The first ever Asiacon is likely to be held in Chengdu in October 2019, and will probably be rolled in with Chengdu’s fifth International Science Fiction Conference. Watch this space!

The BSFA would also like to thank Science Fiction World for sponsoring Dave’s visit.

Vector 288 Future Economics

Vector #288 contains Andy Sawyer’s final Foundation Favourites column, as well as our regular columns from Stephen Baxter and Paul Kincaid, plus the BSFA’s Claire Boothby on changes to the BSFA Award.

This issue’s theme is future economics: we’ve got Kirsten Bussière on Cory Doctorow’s Walkaway; Benjamin Franz on the movie Moon, Madeleine Chalmers on Economic Science Fictions ed. Will Davies, ‘Rapparitions,’ part-essay, part-speculative future, by AUDINT; Erin Horáková on Diana Wynne Jones’s A Tale of Time City; Josephine Wideman on Samuel Delany’s Dhalgren; Esko Suoranta on Malka Older’s Infomocracy; and Robert Kiely and Sean O’Brien on recent near future short fiction.

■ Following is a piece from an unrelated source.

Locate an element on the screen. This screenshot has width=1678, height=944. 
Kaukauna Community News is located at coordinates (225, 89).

Lots of extras: a quiz about marvellous money and fantastic finance, economic SF writing prompts, the speculative economist’s scrapbook, recommendations from The BSFA Review, an exploration of Universal Basic Income (expanded version here), snippets from interviews with Dave Hutchinson, Laurie Penny, and Florence Okoye. It’s another bumper issue at 76 pages.